On the Pakistan side, archaeological evidence now available overwhelmingly affirms that the Hakra was a perennial river through all its course in Bahawalpur during the fourth millennium B.C. (Hakra Period) and the early third millennium B.C. (Early Harappan Period).

The numerous and substantial mud brick “granaries” built by the close of Period HA at Mehrgarh, in the first half of the 5th millennium B.C., suggest a concern, unparalleled in contemporary cultures, for surplus production irrespec­tive of what was stored in them.
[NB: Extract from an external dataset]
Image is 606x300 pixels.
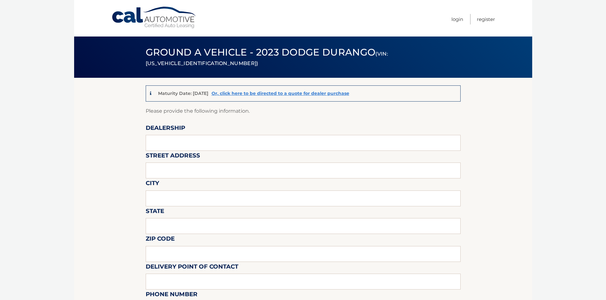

Now we know that man is more than two million years old,' exlaimed Heyerdahl, 'it would be very strange if our ancestors lived like primitive food collectors for all that time until suddenly they started in the Nile valley, in Mesopotamia and even in the Indus valley, to build a civilization at peak level pretty much at the same time. And there's a question I ask that I never get an answer to. The tombs from the first kingdom of Sumer are full of beautiful ornaments and treasures made of gold, silver, platinum, and semi-precious stones — things you don't find in Mesopotamia. All you find there is mud and water — good for planting but not much else. How did they suddenly learn — in that one generation just about — where to go to find gold and all these other things? To do that they must have known the geography of wide areas, and that takes time. So there must have been something before.